- Mar 3, 2017
- 1,749
- 6,614
- 136
Not in client.My speculation would be complete removal of L3 SRAM from main CCD die.
Venice-D is indeed N2, you can guess the rest.And moving the CCD of Zen 6 to the most advanced note (N3P or N2) to harness all of the density improvements.
mainboard maker — — — — — — — — — > distributor — — — — — — — — — > retailAnd do you have any idea why its so hard to find a Turin motherboard ?
What is RDL?I think hybrid bonding will only be used for X3D and MI400, so cache wil stay on the ccd.
The second half is RDL, probably.
And do you have any idea why its so hard to find a Turin motherboard ?
Whoa, that would be a bloody massacre. Dense cores with the L3 of the P cores while not wasting expensive bleeding edge wafer space on non-area efficient cache. What's that, N2 stacked on N4C cache dies?Do i understand correctly that L3 will be removed from 32 core CCD only?
absolutely massive backorders by huge cloud providers
same for other new #1 performing hardware getting released i.e. nvidia Blackwell, huge B2B supply before releasing client/retail
this is the reality today
What's wrong with Nvidia's ARM cores? Why they still needing Intel CPU's for their AI hardware?What is the new Blackwell platform? The old Hopper platform with Sapphire rapids is probably a little too old.
What's wrong with Nvidia's ARM cores? Why they still needing Intel CPU's for their AI hardware?

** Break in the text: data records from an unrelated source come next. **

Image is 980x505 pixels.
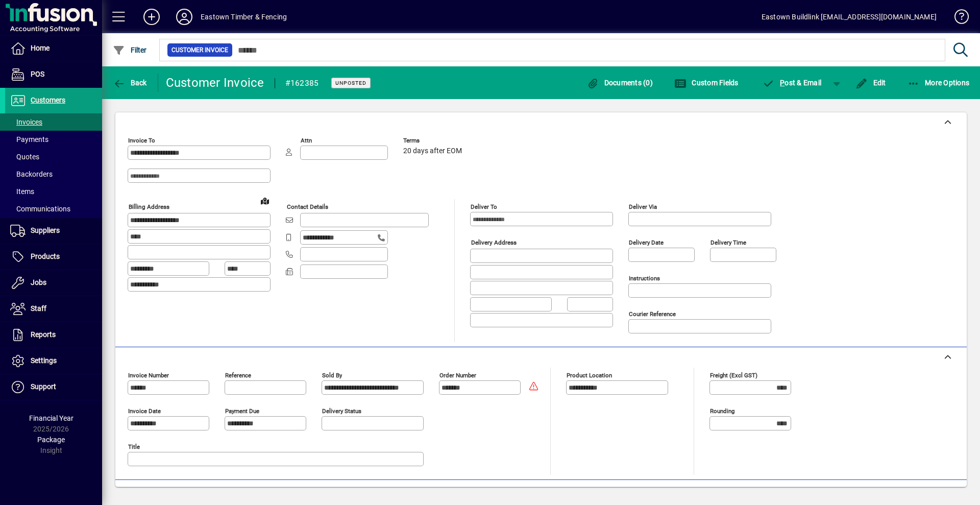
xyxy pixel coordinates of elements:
a: Settings [5,348,102,373]
mat-label: Rounding [710,407,734,414]
mat-label: Delivery date [628,239,663,246]
mat-label: Payment due [225,407,259,414]
a: Backorders [5,165,102,182]
a: Reports [5,322,102,348]
span: Suppliers [30,226,59,234]
a: Items [5,182,102,200]
span: Unposted [335,79,366,87]
span: Package [37,436,65,444]
span: Documents (0) [586,79,653,87]
a: Home [5,36,102,61]
a: View on map [256,192,273,209]
span: Filter [113,46,147,54]
mat-label: Invoice To [128,137,155,144]
button: Custom Fields [671,73,741,92]
mat-label: Deliver To [471,203,497,210]
span: Home [30,44,50,52]
span: ost & Email [763,79,821,87]
span: Products [30,252,59,260]
span: Edit [855,79,886,87]
mat-label: Product location [566,371,612,379]
mat-label: Courier Reference [628,311,675,317]
a: Jobs [5,270,102,295]
span: Back [113,79,147,87]
mat-label: Invoice number [128,371,169,379]
span: P [780,79,784,87]
button: Documents (0) [584,73,656,92]
button: Post & Email [757,73,827,92]
button: Add [135,8,168,26]
span: Custom Fields [674,79,738,87]
a: Quotes [5,148,102,165]
a: Staff [5,296,102,322]
span: Terms [403,137,465,144]
span: 20 days after EOM [403,147,462,155]
mat-label: Freight (excl GST) [710,371,757,379]
span: Invoices [10,118,42,126]
span: Reports [30,330,56,338]
span: Communications [10,205,71,213]
span: Backorders [10,170,53,178]
a: Communications [5,200,102,217]
span: More Options [907,79,969,87]
span: Staff [30,304,46,313]
mat-label: Attn [301,137,312,144]
a: Support [5,374,102,400]
mat-label: Instructions [628,274,660,282]
div: Eastown Buildlink [EMAIL_ADDRESS][DOMAIN_NAME] [761,9,936,25]
span: Support [30,382,56,391]
span: Customer Invoice [171,45,228,55]
span: Items [10,187,34,196]
button: Profile [168,8,201,26]
span: Customers [30,96,65,104]
span: Payments [10,136,48,143]
a: Products [5,244,102,270]
mat-label: Invoice date [128,407,161,414]
button: Back [110,73,149,92]
span: POS [30,70,44,78]
a: Knowledge Base [947,2,967,35]
app-page-header-button: Back [102,73,158,92]
button: Filter [110,41,149,59]
span: Quotes [10,153,39,161]
a: Suppliers [5,218,102,243]
span: Jobs [30,278,46,286]
a: Invoices [5,113,102,131]
button: More Options [905,73,972,92]
mat-label: Delivery status [322,407,361,414]
mat-label: Sold by [322,371,342,379]
span: Financial Year [29,414,73,422]
a: POS [5,61,102,87]
mat-label: Reference [225,371,251,379]
mat-label: Order number [439,371,476,379]
mat-label: Title [128,443,140,450]
a: Payments [5,131,102,148]
span: Settings [30,356,57,364]
div: Customer Invoice [166,75,264,91]
mat-label: Delivery time [710,239,746,246]
div: #162385 [285,75,319,91]
mat-label: Deliver via [628,203,657,210]
div: Eastown Timber & Fencing [201,9,287,25]
button: Edit [852,73,889,92]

I'm in this situation!Still, when you're with AM4, new mobo+new ram +new CPU is a bit hard to justify is many cases IMO. It would be nice but....
I watched the Chips and Cheese video where they interview the AMD chief architect. I find it really interesting and smart that Zen 5 is basically a wider "reset" of Zen. Now they will being to integrate some of the smarter features of Zen 2-4 into Zen 6 and beyond. They really seem to have their house in order.
There are obviously advantages to having one "core" architecture. Less, more focused resources and a unified direction and goal for the team.I think so. So does the Intel E-Core team.
But Intel P-Core team seems to be lost. Probably overwhelmed by its complexity, unable to complete a similar re-vamp.
I have personally seen this to be true over my decades of engineering management.There are obviously advantages to having one "core" architecture. Less, more focused resources and a unified direction and goal for the team.
I was under the impression that Intel is large enough to develop two architectures simultaneously, and they are, but they don't seem to be able to coordinate the teams.
I wonder how many people at the end of the day are actually the ones making the big decisions regarding this CPU's? I'm sure you've heard of the Pareto distribution, which essentially claims that the square root of the number of workers do half the work. So if you have 100 engineers on a project, 10 are doing 50% of the work.
Yes, as much as we want more and better engineers at these companies, good management is very important as well.I have personally seen this to be true over my decades of engineering management.
Additionally, more is not always better. It slows things down when you have to continuously keep 100 engineers on track.
As for multiple core designs, I believe that it is getting increasingly difficult to validate a design on an advanced node. Efficiency is important in design teams as well as the design itself.
Everybody gets excited... it's actually released... twelve CCDs... one of them has V-cache.Threadripper might be getting 3D V-Cache. Interesting.
What you do if you have the resources:Yes, as much as we want more and better engineers at these companies, good management is very important as well.
Do a little scouting, find the best path and send the whole team down it. AMD.
Do a little scouting, can't find the best path but instead 2 or 3 that look promising, split up the teams and send them. Intel.
But how many scouts do you send, how far do they go before they turn around, and how much of the team should follow? Those are important management decisions.
AMD seems to have found a good path and went all in on it. Intel seems to be a little lost currently.
Everyone (including me) gets excited because we want a proper HEDT part. Threadripper addresses a small market because AMD treats it like an enterprise or workstation part. If they released a proper 24+ core part that hit 5.7+ ghz (+X3D) at a somewhat reasonable price without exotic $1,000+ motherboard prices, and if it were unlocked, they’d sell the parts. I’d definitely pay $1,200 for a 32 core 5.7ghz (peak) chip with quad channel memory and say 32 lanes of PCIE 5.Everybody gets excited... it's actually released... twelve CCDs... one of them has V-cache.
It makes sense. Genoa-X is a thing, and so was Milan-X. No reason why they can't sell premium Threadripper parts based on those products.Threadripper might be getting 3D V-Cache. Interesting.
i think its more viable now with the improvements to clock rate with zen5s new cache die arrangement. TR always had very boost clocks compared to full on server parts.It makes sense. Genoa-X is a thing, and so was Milan-X. No reason why they can't sell premium Threadripper parts based on those products.